Key Themes in the History of Motherhood and Fatherhood

Digital History TOPIC ID 82

Four key themes will emerge from our examination of the history of fatherhood and motherhood. The first is that the men's and women's family roles have not evolved in a unilinear direction. It has become common, in recent years, to discuss the history of motherhood and fatherhood in terms of a long term shift from patriarchy and hierarchy to increasing egalitarianism and androgyny. I will argue that this model of historical change is inadequate to capture the complexities of historical change. A second major theme is that there has never been a single, unitary family role for women or men. Rather, motherhood and fatherhood have varied along and across lines of race, ethnicity, class, and religion. I would suggest that the diversity that characterizes the roles of fathers and mothers today mirrors the lack of uniformity one finds in the past.
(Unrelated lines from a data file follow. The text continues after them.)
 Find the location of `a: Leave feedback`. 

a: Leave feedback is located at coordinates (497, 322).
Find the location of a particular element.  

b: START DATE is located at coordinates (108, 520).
Third, we shall closely examine the growing role of the state and of professional expertise in altering the roles of mother and father. During the twentieth century, government and a variety of public institutions assumed responsibilities that had previously been left largely to fathers. Despite repeated governmental efforts to shore up the paternal role, the large-term trend has been a weakening of men's family roles. At the same time, physicians, psychologists, childrearing experts, and other authorities have altered the norms that have shaped and guided the maternal role. While their efforts were intended to strengthen mothers' confidence, an ironic consequence has been to weaken mothers' sense that they know how to properly rear children.

Fourth and finally, we shall see that men's and women's roles and status within the home have been inextricably connected to their relationship to work and production. Historically, men's authority within the family was rooted in their ownership of property, their control of craft skills, or their role as the family's chief wage earner. In recent years, as increasing numbers of mothers have entered the paid work force, breadwinning--the central component of paternal identity for a century and a critical factor defining men's time commitment to their family--has become a responsibility shared by women and men. This development has thrown into question many older assumptions about men's proper domestic roles.

My overarching argument is that the history of motherhood and fatherhood is tied to the transition from the 'corporate family economy'--a productive unit typified by the colonial family farm or artisanal household--to the 'family wage economy'--in which the husband or father was the family's sole or primary wage earner--to the contemporary "individual wage economy,' in which each adult is expected to earn an independent income. As we shall see, each of these 'family economies' has been accompanied by its own distinctive ideology, demographic characteristics, division of domestic roles, and emotional and power relations. What is unique today is that the conceptions of fatherhood and motherhood are more problematic and contested politically than at any time in the past.